We are called to so much more than a stagnant intellectual thought of God. We are called into a life giving relationship with the one who loves us, created us, and knows us. Now this does not mean that we are to sit around and read the Bible all day long and forget the rest of the world, no, that would be silly. This does not mean we are to not care about our jobs or our other relationships, again, silly. This does, however, mean that our identity in God, our relationship with God influences and gives life to all of our other relationships.

Once we commit to this, to actually living in a relationship with God, it can be a hard process, a process of change, and growing pains, a process of reorganizing priorities, but in this relationship there are many blessings, comfort, and joy, true joy.

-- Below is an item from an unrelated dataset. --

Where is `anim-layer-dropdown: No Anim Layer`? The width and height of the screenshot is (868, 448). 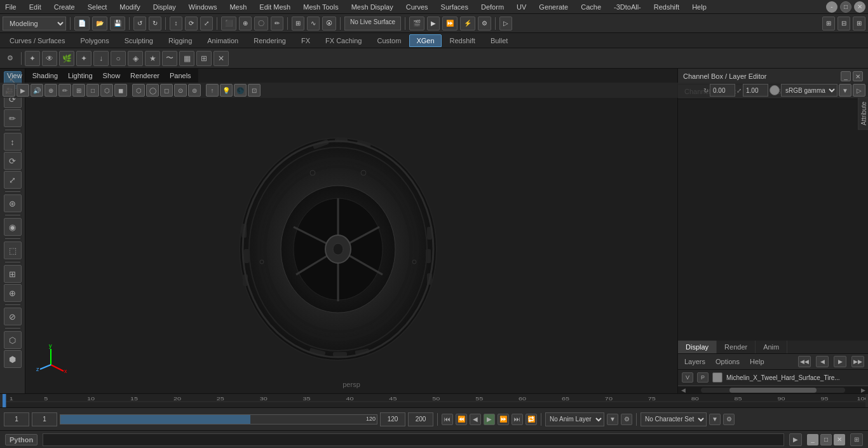
anim-layer-dropdown: No Anim Layer is located at coordinates (574, 419).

And we are to be comforted that God came to us in Jesus so that we may know and see what a relationship with God looks like. This is where the church fits in as well. The church and pastors in our lives are to be guides, not someone to be followed, but someone to walk alongside us, assisting in our growing relationship with God. Like I mentioned before, a relationship with is not something that we can just plug into our schedule, a relationship is not something that we can only attend to once every now and then, a relationship is not something that is a one way street. A relationship with God is exactly the same. We cannot just fit God into our schedule on Sundays, we cannot simply come to church expecting to receive, but we must let our relationship with God spread into all of the areas of our lives, be a participatory member of the relationship, grow through prayer and thought, learn more about God through reading the Bible and contemplation, ask questions, get frustrated with God, share your joys with God, when you pray believe what you are praying.

I pray for each of you that you will come to enter into this relationship. I pray that each of us would come to enter into the beautiful banquet which God already has for us, planned and ready before we even do anything. I pray that we as a church would come to make all decisions and movements with this relationship in mind. And I pray that we may all come to know our true identities as children of God.